Investing in Biometric Security

Written By Brian Hicks

Posted August 26, 2015

After a string of catastrophic security breaches last year, I lamented the United States’ slow transition to higher-security consumer banking.

In that lamentation, I pointed my flashlight at a company called SmartMetric (OTC: SMME), which claimed to have built a security-focused computer that could fit “inside” a credit card.

The company had developed a wafer-thin ARM Cortex computer that could carry a biometric scanner, the requisite sensor software, and as much as 128 GB of storage. Despite being a complicated data security apparatus, it was so small that it could fit into a wallet’s credit card slot.

I called it “a marvel of modern-day miniaturization” but warned that the company was in quite a bit of debt and had no partners to bring this device into the market.

This week, nearly one year later, the company has finally provided a brief update on the progress of this machine.

According to an announcement from the company, manufacturing of this card — which it interchangeably calls the EMV payments card, biometric card, and biometric data card — has been outsourced to Asia.

Though the product has existed for a couple of years, it has never been mass manufactured. This is a sign that mass manufacturing is on the horizon for the machine.

The reason this counts as a major update is because the company was previously expecting to build a whole new factory in Israel as well as custom-built manufacturing equipment that would allow the fragile components of the card to withstand the harsh lamination process that credit cards go through.

In the company’s most recent quarterly report, it announced that it had developed a new pre-lamination encasing technique that could allow the circuit boards to be heat- and pressure-shielded as well as secured from tampering in the standard lamination process. SmartMetric said this discovery would save “significant capital and lead times in achieving high volume manufacturing.”

While this is a favorable announcement that could change the course of the company in the long term, the financial situation is still poor.

SmartMetric reported a loss of $1.25 million for the nine months ending in March 2015. While this is approximately half of the losses the company suffered in the same period last year, it has accumulated a deficit of more than $20.5 million in its quest to bring smart security products to market.

In the time since I last mentioned SmartMetric, the stock has doubled in value. If investing in volatile penny stocks is something you indulge in, the 52-week high is double the current price.

But if security is your thing — and I would hope it is, since you’re reading about security tech — there are some more solid options for you.

NXT-ID, Inc. (NASDAQ: NXTD) is a biometrics company that went public in 2013 with a somewhat quirky product called the Wocket smart wallet.

Rather than attempt to put digital security inside the card like SmartMetric, NXT-ID put a reprogrammable mag-swipe card in a wallet-sized computer. The computer, which looks like a hybrid of an iPhone and a wallet, has a touchscreen that allows the user to choose which account the card will be used with based on secure voiceprint or PIN.

NXT-ID also has face recognition and facial biometric scanning technology, as well as cloud-based identity management solutions.

After the company’s humble $1-per-share IPO, the stock value hung for more than a year around $4. This summer, it’s dropped down to near-IPO prices and is currently in the $1.25 range.

Earlier in August, the company issued an executive order announcing that it was “gearing up for general sales” of its Wocket device and that its first software update for pre-ordered devices already out in the public would be available shortly.

Because payment companies and banks are broadly switching to EMV cards and other secure forms of payment in a fragmented, uneven way, NXT-ID needs to be aggressive with compliance issues across dozens of formats. This is a primary issue with the technology.

By the same token, most legacy point-of-sale terminals can’t handle lots of these new security protocols anyway, so the mass migration, like the one I mentioned last year, continues.

Good Investing,

  Tim Conneally Sig

Tim Conneally

follow basic @TimConneally on Twitter

For the last seven years, Tim Conneally has covered the world of mobile and wireless technology, enterprise software, network hardware, and next generation consumer technology. Tim has previously written for long-running software news outlet Betanews and for financial media powerhouse Forbes.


Going through the data below, copy out each line where the word "workers" shows up.
___ Entries provided
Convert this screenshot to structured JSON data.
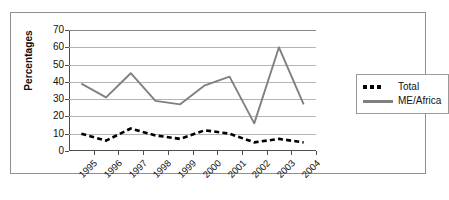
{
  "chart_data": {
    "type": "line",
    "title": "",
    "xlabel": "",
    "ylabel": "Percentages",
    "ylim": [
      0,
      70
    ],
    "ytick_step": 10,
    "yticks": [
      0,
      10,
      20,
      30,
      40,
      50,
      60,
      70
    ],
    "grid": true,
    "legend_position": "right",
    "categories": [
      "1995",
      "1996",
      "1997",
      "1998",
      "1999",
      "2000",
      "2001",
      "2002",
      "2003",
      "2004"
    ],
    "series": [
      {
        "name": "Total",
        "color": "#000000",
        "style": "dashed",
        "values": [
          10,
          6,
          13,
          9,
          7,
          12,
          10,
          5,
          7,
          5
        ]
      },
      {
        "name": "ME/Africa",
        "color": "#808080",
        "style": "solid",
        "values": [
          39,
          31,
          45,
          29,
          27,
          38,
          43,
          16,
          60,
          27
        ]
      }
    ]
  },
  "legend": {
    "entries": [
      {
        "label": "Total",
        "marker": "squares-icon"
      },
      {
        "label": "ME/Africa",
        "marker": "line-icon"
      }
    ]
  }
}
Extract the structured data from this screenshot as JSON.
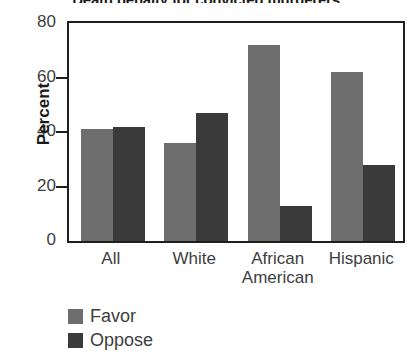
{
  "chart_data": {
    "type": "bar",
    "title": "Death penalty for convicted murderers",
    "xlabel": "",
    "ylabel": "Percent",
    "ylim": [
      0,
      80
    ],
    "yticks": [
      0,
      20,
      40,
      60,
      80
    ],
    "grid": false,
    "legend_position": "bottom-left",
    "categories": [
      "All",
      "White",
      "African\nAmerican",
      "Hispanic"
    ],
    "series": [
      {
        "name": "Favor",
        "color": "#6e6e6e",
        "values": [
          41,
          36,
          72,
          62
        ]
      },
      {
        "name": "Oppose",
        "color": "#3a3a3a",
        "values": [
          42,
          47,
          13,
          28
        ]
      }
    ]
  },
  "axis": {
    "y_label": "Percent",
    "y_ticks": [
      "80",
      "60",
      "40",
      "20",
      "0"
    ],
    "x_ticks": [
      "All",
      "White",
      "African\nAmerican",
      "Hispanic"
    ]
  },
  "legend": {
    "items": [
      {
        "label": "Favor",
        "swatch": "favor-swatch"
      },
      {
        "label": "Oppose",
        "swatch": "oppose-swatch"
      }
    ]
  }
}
______
___ Entries provided
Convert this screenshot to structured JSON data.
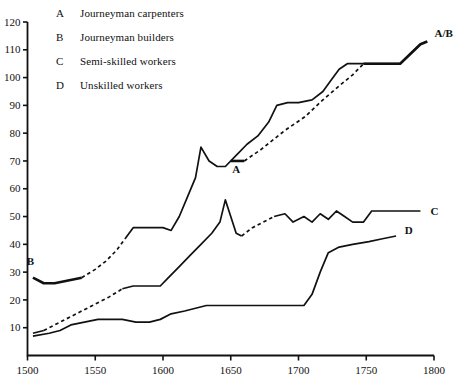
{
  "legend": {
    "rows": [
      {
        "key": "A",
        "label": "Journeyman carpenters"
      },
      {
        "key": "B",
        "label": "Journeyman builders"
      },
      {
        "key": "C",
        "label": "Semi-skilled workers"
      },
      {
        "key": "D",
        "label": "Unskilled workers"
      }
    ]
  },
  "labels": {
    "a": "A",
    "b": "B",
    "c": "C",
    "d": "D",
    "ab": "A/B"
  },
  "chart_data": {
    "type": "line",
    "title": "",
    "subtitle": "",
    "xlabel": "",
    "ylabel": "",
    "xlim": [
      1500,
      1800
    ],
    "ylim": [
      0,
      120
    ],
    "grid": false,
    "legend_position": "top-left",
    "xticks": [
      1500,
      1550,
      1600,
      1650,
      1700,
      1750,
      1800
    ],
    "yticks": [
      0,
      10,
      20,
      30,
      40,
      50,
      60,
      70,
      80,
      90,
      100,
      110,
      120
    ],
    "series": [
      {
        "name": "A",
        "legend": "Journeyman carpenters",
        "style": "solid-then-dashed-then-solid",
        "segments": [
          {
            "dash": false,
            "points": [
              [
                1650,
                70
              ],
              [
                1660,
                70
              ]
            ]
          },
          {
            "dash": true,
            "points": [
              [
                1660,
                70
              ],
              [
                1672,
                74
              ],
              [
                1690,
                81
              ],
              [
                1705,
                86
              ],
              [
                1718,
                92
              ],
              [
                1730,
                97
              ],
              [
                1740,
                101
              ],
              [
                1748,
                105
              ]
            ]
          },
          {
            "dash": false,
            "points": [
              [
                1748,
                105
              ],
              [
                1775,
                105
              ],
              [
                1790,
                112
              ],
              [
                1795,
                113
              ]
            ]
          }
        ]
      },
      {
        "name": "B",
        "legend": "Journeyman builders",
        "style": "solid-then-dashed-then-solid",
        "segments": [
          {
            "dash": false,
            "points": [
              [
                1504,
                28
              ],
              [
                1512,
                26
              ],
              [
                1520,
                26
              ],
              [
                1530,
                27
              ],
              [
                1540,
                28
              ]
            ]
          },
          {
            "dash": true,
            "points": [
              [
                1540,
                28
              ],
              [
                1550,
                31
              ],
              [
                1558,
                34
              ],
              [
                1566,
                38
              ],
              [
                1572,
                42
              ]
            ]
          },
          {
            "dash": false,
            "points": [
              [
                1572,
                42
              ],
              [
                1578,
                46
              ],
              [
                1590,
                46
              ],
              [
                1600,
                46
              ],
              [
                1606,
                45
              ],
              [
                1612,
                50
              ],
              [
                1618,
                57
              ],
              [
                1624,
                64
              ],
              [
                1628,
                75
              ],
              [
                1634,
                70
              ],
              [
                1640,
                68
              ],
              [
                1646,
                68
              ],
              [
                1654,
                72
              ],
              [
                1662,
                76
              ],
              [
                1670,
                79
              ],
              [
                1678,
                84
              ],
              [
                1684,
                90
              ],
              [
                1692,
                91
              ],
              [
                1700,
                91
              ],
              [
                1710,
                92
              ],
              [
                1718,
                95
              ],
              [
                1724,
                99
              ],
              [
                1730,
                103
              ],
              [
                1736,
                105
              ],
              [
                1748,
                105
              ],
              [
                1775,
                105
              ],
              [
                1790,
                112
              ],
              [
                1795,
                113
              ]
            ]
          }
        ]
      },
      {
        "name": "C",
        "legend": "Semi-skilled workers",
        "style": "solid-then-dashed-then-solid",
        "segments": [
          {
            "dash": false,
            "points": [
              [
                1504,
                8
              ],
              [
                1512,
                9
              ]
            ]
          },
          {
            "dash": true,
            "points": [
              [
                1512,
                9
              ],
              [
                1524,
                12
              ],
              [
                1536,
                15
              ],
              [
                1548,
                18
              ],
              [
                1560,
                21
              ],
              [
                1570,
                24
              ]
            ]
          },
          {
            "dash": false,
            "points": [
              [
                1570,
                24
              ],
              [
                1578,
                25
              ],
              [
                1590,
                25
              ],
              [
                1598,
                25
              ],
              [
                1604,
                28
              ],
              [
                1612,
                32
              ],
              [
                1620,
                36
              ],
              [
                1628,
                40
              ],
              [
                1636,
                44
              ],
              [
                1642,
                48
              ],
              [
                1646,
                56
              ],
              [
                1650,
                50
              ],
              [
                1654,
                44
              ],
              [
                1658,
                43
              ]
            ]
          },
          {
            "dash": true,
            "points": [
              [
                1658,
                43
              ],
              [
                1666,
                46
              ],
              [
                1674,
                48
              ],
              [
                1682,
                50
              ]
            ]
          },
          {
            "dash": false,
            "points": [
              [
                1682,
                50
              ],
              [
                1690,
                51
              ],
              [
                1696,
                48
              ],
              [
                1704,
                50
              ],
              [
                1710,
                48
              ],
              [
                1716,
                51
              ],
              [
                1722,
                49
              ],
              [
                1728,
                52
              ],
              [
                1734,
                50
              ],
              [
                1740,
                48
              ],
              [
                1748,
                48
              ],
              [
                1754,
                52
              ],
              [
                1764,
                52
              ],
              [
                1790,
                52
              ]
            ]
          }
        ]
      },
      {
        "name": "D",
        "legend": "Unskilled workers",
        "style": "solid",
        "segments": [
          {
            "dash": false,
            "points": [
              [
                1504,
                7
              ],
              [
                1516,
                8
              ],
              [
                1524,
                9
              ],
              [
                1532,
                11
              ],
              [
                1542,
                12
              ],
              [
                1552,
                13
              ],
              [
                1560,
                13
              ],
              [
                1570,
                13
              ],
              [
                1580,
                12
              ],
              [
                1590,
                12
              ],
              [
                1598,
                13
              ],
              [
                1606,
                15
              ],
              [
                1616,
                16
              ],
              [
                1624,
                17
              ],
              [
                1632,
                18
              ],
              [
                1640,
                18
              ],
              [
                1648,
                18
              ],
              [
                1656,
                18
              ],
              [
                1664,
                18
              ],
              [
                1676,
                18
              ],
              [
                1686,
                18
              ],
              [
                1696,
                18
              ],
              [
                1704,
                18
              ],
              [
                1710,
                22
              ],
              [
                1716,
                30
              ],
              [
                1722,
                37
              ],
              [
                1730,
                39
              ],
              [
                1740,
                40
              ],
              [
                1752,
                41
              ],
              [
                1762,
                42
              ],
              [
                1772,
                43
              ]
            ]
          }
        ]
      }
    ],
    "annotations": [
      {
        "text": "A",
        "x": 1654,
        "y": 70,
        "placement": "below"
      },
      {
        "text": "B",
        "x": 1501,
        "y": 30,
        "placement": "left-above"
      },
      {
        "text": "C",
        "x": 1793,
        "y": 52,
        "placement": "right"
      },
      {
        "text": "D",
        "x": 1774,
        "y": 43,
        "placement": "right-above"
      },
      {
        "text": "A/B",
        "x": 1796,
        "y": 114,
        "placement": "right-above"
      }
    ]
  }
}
______
## Solution
        "label": "Semi-skilled workers"
        "label": "Unskilled workers"
        "legend": "Semi-skilled workers",
        "legend": "Unskilled workers",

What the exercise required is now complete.